No fewer than nine people died after a mining pit caved in on alleged illegal miners in Dogon Daji Village of Ruwan Dorawa, Maru Local Government Area of Zamfara State, as two miners dug gold worth N2.3 million two days before the incident. The incident happened at about 5:00a.m yesterday when the miners were digging up gold at one of the mining sites, few metres from Dogon Daji Village.
An eyewitness named Shafi’u Abdullahi told Daily Sun that they were about to observe their morning prayer when some people rushed to the mosque shouting for help. “We rushed to the mining site and found out that the under ground tunnel caved in and we understand that 10 people were inside and we believed they are buried alive.”

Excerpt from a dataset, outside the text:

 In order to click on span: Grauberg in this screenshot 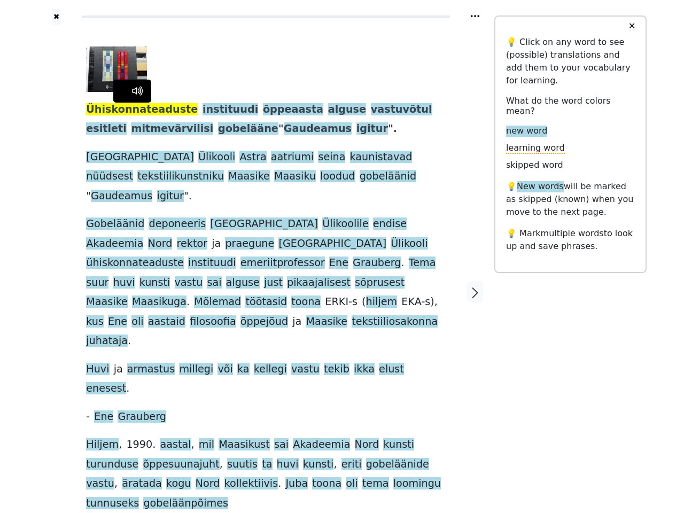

Daily Sun gathered that it took the rescuers more than nine hours before they could dig the dead miners out of the collapsed pit. Eyewitness further explained that after they rushed to the site, many of them (rescuer) started using hoes, shovels and all other available objects to rescue those trapped, but they were able to get only one person alive and he was rushed to the hospital in Maru.
“When we brought them out around 2:00p.m, nine of them were already dead except one Mallam Hussaini Maikifi who was rescued and rushed to hospital.” Daily Sun learnt from a close source, Lawali Abubakar that before the collapse of the mining pit, there was sign of possible collapse, which the miners took with levity. When Daily Sun visited the scene of the incident, it was gathered that the site was deserted. Sources further disclosed that two miners made N2.3 million in one of the mining pits in the area a day before the tragedy struck and that it had become a means of earning a livelihood to the teeming jobless villagers.
“We won’t stop mining despite the dangers unless government provides alternative jobs because we are eking out a living from the business,” another eyewitness, Isah Ibrahim said. Meanwhile, the Police Public Relations Officer (PPRO) of the state police command, DSP Hassan Usman Talba confirmed the incident, saying, the law banning all forms of illegal mining was still in force and that anybody caught would face the full wrath of the law.
“The only problem we are facing on the issue of illegal mining is that we cannot locate these illegal mining sites with ease because, they are mostly situated in the forests and let me tell you when I was a DPO in Anka Local Government Area, I arrested some of them,” he added.